Civil rights advocacy group, Human Rights Writers Association of Nigeria, (HURIWA), on Saturday, called on President Bola Tinubu to set up an independent panel to unravel the unending mystery surrounding oil theft in Nigeria and probe oil bunkering and allied crimes, especially from 2015 till date.
HURIWA, in a statement by its National Coordinator, Emmanuel Onwubiko, said the government must not spare the culprits identified at the end of the probe but name and shame them and sanction them severely.
The group’s call comes hours after the allegations by prominent Niger Delta leader and former agitator, Mujahid Asari Dokubo, who accused the Nigerian Army and the Nigerian Navy of being culpable of oil theft in the oil-rich Niger Delta area.
Dokubo, who met the President on Friday at the Aso Rock Villa, Abuja, said, “The military is at the centre of oil theft and we have to make this very clear to the Nigerian public that 99 per cent of oil theft can be traced to the Nigerian military, the Army and the Navy especially.”
“The Army and Navy are behind oil theft. They intimidate civil defence, who are by law expected to protect installations. They tap directly from the oil head. What has been happening in the last eight years is unprecedented anywhere in the world.
“The livelihood of the people is being destroyed. The main culprits are the army and navy. There are notorious army commanders who are known to be the ones behind oil bunkering,” the former militant stated.
The Nigerian Army has since responded to the allegations, saying it has been vigorously engaged in the fight against illegal oil bunkering, oil theft, illegal oil refining and other sundry crimes in the region with positive results.
Also, the Nigerian Navy has challenged Dokubo to produce the names of officers involved in crude oil theft.
In its reaction, HURIWA’s Onwubiko said, “The allegations by Dokubo are startling and damning and these allegations must be thoroughly investigated.
“We ask that the President set up an seven-man independent panel of criminologists drawn from reputable global fora to investigate the larger cases of crude oil thefts from 2015-2023.
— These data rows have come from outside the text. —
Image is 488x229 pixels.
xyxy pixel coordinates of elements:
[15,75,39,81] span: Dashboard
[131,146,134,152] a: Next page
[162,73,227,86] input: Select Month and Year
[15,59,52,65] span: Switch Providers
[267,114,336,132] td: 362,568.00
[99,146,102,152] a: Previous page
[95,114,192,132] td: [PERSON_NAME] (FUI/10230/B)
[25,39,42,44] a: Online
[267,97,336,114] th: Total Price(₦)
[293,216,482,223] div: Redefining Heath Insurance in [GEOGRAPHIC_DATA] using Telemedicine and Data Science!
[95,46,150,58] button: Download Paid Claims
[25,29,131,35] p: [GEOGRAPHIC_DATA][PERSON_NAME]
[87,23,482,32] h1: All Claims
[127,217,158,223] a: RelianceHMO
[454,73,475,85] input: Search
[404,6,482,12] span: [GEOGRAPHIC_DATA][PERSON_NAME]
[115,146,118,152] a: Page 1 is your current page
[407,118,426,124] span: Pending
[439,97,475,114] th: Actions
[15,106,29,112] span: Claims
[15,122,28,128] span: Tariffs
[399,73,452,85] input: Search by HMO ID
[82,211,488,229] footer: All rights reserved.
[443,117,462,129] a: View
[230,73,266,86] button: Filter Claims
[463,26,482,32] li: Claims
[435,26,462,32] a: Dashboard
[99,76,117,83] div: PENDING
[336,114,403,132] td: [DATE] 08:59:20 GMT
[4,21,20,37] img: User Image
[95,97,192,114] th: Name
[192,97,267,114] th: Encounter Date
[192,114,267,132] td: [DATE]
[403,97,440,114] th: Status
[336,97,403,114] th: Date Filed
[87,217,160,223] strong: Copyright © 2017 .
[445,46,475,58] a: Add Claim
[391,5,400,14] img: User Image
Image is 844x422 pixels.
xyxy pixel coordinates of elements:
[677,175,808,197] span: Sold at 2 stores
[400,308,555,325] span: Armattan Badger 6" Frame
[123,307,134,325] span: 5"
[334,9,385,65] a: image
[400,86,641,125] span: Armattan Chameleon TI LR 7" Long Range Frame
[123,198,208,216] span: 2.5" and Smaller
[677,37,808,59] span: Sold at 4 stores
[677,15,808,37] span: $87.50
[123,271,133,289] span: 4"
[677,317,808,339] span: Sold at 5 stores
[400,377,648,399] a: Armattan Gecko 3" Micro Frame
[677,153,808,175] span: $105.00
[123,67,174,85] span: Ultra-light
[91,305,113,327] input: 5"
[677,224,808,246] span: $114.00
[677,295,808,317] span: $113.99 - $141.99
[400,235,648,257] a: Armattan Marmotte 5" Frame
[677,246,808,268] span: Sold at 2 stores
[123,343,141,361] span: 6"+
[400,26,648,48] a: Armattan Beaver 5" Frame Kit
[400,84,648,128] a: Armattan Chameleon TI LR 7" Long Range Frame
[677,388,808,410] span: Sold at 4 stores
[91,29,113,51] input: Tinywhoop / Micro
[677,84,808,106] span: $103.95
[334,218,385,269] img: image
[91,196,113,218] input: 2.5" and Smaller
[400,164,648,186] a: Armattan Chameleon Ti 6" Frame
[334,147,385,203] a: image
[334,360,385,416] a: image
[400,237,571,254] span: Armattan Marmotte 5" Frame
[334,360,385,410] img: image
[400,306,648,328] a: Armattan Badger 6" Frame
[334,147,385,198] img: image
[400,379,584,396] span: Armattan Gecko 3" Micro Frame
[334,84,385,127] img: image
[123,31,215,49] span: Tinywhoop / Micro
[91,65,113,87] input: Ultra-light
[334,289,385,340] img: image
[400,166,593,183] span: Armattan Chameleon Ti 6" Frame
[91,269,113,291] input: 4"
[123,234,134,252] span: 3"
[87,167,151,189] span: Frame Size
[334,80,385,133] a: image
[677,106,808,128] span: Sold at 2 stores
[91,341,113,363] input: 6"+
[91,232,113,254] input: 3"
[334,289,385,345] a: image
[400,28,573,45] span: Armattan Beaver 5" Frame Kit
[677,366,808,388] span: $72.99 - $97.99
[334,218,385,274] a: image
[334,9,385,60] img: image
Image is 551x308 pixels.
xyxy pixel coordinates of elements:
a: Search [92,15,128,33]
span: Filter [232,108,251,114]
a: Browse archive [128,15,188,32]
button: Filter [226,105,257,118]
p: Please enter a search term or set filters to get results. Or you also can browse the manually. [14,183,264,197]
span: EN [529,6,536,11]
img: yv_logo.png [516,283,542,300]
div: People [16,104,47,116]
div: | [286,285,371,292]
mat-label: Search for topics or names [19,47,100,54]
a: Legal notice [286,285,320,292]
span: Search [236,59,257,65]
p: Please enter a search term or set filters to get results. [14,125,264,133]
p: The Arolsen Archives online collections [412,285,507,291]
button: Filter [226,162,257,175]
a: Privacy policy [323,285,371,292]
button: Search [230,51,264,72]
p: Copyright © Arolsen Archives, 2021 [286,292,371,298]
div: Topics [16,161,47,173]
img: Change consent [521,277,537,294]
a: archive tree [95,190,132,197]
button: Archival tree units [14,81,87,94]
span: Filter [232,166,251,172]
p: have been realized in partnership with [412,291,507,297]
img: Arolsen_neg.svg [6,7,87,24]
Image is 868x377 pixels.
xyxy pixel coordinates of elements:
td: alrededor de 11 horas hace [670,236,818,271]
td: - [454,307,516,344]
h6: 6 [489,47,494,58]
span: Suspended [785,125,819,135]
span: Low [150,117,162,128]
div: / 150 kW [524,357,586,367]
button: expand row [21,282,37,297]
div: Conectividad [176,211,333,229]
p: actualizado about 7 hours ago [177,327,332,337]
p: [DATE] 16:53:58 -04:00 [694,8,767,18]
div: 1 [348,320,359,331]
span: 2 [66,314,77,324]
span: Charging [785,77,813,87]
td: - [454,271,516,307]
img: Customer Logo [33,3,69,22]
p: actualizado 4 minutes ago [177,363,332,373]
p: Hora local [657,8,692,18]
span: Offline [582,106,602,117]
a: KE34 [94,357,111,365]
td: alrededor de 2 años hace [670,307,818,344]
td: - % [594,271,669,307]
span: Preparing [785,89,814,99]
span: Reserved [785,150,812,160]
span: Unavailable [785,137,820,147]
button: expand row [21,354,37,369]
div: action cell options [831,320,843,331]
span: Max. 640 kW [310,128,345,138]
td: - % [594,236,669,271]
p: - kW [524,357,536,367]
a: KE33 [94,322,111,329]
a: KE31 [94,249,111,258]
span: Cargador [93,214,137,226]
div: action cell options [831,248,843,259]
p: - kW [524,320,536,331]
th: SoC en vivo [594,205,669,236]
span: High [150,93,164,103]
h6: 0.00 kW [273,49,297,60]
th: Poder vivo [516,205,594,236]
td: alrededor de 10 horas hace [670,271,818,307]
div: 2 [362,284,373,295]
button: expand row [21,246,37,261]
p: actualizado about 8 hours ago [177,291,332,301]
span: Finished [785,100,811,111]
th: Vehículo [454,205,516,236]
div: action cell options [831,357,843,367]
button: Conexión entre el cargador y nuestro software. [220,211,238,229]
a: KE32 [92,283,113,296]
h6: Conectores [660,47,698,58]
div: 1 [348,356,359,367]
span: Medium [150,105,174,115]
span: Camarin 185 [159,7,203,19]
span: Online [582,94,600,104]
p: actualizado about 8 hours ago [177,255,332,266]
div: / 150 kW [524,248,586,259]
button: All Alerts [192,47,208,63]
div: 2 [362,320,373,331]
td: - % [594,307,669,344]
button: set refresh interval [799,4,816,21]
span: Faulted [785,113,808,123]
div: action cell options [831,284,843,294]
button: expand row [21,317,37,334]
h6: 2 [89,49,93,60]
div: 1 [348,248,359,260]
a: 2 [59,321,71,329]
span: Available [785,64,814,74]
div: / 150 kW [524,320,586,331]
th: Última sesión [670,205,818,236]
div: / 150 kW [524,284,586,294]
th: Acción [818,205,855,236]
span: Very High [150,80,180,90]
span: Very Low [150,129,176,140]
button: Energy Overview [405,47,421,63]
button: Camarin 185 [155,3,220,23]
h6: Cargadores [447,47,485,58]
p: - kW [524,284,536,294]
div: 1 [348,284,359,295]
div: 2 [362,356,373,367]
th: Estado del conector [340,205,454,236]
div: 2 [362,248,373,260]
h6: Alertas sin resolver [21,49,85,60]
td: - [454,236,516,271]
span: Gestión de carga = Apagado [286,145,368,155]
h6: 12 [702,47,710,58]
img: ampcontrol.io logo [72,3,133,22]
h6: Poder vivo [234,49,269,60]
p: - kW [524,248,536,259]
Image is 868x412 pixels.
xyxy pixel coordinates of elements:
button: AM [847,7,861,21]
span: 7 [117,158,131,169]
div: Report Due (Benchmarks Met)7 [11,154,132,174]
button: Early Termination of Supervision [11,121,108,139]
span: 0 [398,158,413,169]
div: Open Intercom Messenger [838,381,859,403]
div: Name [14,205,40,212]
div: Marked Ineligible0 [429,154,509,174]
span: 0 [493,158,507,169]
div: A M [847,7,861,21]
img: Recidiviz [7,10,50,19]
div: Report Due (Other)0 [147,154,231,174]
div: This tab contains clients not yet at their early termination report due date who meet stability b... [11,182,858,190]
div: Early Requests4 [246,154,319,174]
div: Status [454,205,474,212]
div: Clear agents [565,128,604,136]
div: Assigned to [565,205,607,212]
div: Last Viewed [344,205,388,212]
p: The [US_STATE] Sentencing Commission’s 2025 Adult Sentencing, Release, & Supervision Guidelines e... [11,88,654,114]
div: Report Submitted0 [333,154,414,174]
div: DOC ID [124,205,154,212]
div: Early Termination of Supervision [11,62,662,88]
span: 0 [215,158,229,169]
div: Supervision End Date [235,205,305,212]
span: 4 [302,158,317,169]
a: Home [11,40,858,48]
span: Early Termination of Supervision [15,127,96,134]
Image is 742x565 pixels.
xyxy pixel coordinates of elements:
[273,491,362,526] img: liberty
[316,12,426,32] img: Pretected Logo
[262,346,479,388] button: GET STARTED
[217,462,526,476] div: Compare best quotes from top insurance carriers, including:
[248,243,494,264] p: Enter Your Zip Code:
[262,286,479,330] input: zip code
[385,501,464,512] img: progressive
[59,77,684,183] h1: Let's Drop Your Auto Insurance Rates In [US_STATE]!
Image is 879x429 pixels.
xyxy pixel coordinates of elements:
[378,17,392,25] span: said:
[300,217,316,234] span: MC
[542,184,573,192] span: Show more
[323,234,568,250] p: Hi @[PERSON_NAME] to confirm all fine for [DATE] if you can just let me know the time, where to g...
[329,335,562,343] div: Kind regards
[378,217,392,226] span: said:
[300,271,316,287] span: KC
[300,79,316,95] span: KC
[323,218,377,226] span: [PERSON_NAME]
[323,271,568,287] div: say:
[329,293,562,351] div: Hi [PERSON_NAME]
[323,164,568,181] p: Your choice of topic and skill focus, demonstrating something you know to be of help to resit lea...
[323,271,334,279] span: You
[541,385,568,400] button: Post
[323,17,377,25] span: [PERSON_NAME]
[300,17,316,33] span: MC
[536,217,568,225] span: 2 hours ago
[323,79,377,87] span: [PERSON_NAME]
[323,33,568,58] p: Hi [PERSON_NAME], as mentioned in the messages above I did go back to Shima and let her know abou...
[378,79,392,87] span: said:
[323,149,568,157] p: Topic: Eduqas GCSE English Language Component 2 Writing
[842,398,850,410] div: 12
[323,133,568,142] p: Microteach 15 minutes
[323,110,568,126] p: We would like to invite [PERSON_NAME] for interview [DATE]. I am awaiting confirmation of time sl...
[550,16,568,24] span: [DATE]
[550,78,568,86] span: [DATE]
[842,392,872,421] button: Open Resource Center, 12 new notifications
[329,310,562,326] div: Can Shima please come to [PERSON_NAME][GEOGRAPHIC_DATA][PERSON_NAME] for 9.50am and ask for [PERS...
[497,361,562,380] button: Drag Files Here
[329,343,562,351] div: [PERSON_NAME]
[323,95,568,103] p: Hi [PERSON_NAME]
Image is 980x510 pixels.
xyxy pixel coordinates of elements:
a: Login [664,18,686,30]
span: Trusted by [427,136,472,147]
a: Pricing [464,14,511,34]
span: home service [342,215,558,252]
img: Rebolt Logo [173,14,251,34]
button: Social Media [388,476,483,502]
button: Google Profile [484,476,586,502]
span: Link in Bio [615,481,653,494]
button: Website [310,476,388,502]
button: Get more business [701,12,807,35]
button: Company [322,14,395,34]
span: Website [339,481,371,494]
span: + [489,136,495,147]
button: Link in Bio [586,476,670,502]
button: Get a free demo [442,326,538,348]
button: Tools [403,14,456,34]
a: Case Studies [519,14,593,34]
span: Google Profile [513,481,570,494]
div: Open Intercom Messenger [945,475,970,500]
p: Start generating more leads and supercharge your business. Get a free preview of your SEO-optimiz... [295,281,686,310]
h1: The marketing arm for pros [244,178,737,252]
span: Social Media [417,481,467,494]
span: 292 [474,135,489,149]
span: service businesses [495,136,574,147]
“The panel should identify, prosecute and sanction culprits in the severest of mechanisms and recover to the last dollar public funds diverted through those stolen crude oil by these rogues no matter their statuses.
“Also, Dokubo who made the allegations must provide irrefutable evidence or be prosecuted for providing false information which is a criminal offence.”
Oil theft has become a malignant cancer in Nigeria for years. Last October, the Nigerian National Petroleum Company (NNPC) Limited said it uncovered an illegal oil connection from Forcados Terminal that operated for nine years with about 600,000 barrels per day of oil lost in the same period.
Similarly, former militant leader, Government Ekpemepulo, popularly known as Tompolo said about 58 illegal oil points have been discovered so far since the operation to end oil theft on the waterways of Delta and Bayelsa states began.
In April, the Nigerian Extractive Industries Transparency Initiative revealed that Nigeria lost 619.7 million barrels of crude oil valued at N16.25tn to crude oil theft between 2009 and 2020.